Design a function f such that:
f(f(x)) == 1/x
Where x is a 32 bit float
Or how about
Given a function f, find a function g such that
f(x) == g(g(x))
Interview question: f(f(n)) == -n
If f(x) == g(g(x))
, then g
is known as the functional square root of f
. I don't think there's closed form in general even if you allow x to be complex (you may want to go to mathoverflow to discuss :) ).
For the first part: this one is more trivial than f(f(x)) = -x, IMO:
float f(float x)
{
return x >= 0 ? -1.0/x : -x;
}
The second part is an interesting question and an obvious generalization of the original question that this question was based on. There are two basic approaches:
Well, here's the C quick hack:
extern double f(double x);
double g(double x)
{
static int parity = 0;
parity ^= 1;
return (parity ? x : f(x));
}
However, this breaks down if you do:
a = g(4.0); // => a = 4.0, parity = 1
b = g(2.0); // => b = f(2.0), parity = 0
c = g(a); // => c = 4.0, parity = 1
d = g(b); // => d = f(f(2.0)), parity = 0
In general, if f is a bijection f : D → D, what you need is a function σ that partitions the domain D into A and B such that:
Then, you can define g thusly:
This works b/c
You can see from Miles answer that, if we ignore 0, then the operation σ(x) = -x works for f(x) = 1/x.
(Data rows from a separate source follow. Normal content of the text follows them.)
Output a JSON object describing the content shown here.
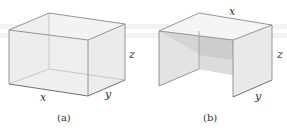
{
  "figures": [
    {
      "id": "a",
      "caption": "(a)",
      "description": "Open-top rectangular box (transparent)",
      "labels": {
        "x": "x",
        "y": "y",
        "z": "z"
      }
    },
    {
      "id": "b",
      "caption": "(b)",
      "description": "Box with top and two side panels (table shape)",
      "labels": {
        "x": "x",
        "y": "y",
        "z": "z"
      }
    }
  ],
  "colors": {
    "edge": "#8a8a8a",
    "face_light": "#f1f1f1",
    "face_mid": "#e2e2e2",
    "face_dark": "#cfcfcf"
  }
}
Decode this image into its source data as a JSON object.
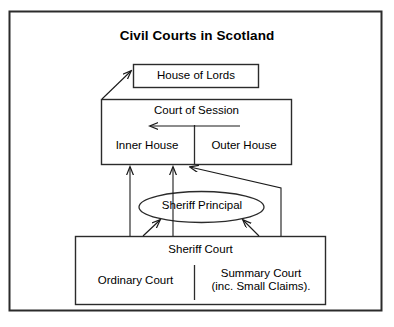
{
  "diagram": {
    "title": "Civil Courts in Scotland",
    "nodes": {
      "house_of_lords": {
        "label": "House of Lords",
        "shape": "rectangle"
      },
      "court_of_session": {
        "label": "Court of Session",
        "shape": "rectangle"
      },
      "inner_house": {
        "label": "Inner House",
        "shape": "rectangle-section"
      },
      "outer_house": {
        "label": "Outer House",
        "shape": "rectangle-section"
      },
      "sheriff_principal": {
        "label": "Sheriff Principal",
        "shape": "ellipse"
      },
      "sheriff_court": {
        "label": "Sheriff Court",
        "shape": "rectangle"
      },
      "ordinary_court": {
        "label": "Ordinary Court",
        "shape": "rectangle-section"
      },
      "summary_court": {
        "label_line1": "Summary Court",
        "label_line2": "(inc. Small Claims).",
        "shape": "rectangle-section"
      }
    },
    "edges": [
      {
        "from": "court_of_session",
        "to": "house_of_lords",
        "style": "diagonal-arrow"
      },
      {
        "from": "outer_house",
        "to": "inner_house",
        "style": "horizontal-arrow-left"
      },
      {
        "from": "sheriff_court",
        "to": "inner_house",
        "style": "vertical-arrow-up"
      },
      {
        "from": "sheriff_court",
        "to": "court_of_session",
        "style": "vertical-arrow-up"
      },
      {
        "from": "sheriff_court",
        "to": "inner_house",
        "style": "elbow-arrow"
      },
      {
        "from": "ordinary_court",
        "to": "sheriff_principal",
        "style": "diagonal-arrow"
      },
      {
        "from": "summary_court",
        "to": "sheriff_principal",
        "style": "diagonal-arrow"
      }
    ],
    "colors": {
      "line": "#1a1a1a",
      "text": "#000000",
      "background": "#ffffff"
    }
  }
}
You can check 1-6 (for D = nonzero reals), with A being the positive numbers, and B being the negative numbers yourself. With the double precision standard, there's a +0
, a -0
, a +inf
, and a -inf
, and these can be used to make the domain total (apply to all double precision numbers, not just the nonzero).
The same method can be applied to the f(x) = -1 problem - the accepted solution there partitions the space by the remainder mod 2, using σ(x) = (x - 1), handling the zero case specially.
I like the javascript/lambda suggestion from the earlier thread:
function f(x)
{
if (typeof x == "function")
return x();
else
return function () {return 1/x;}
}
The other solutions hint at needing extra state. Here's a more mathematical justification of that:
let f(x) = 1/(x^i)= x^-i
(where ^ denotes exponent, and i is the imaginary constant sqrt(-1) )
f(f(x)) = (x^-i)^-i) = x^(-i*-i) = x^(-1) = 1/x
So a solution exists for complex numbers. I don't know if there is a general solution sticking strictly to Real numbers.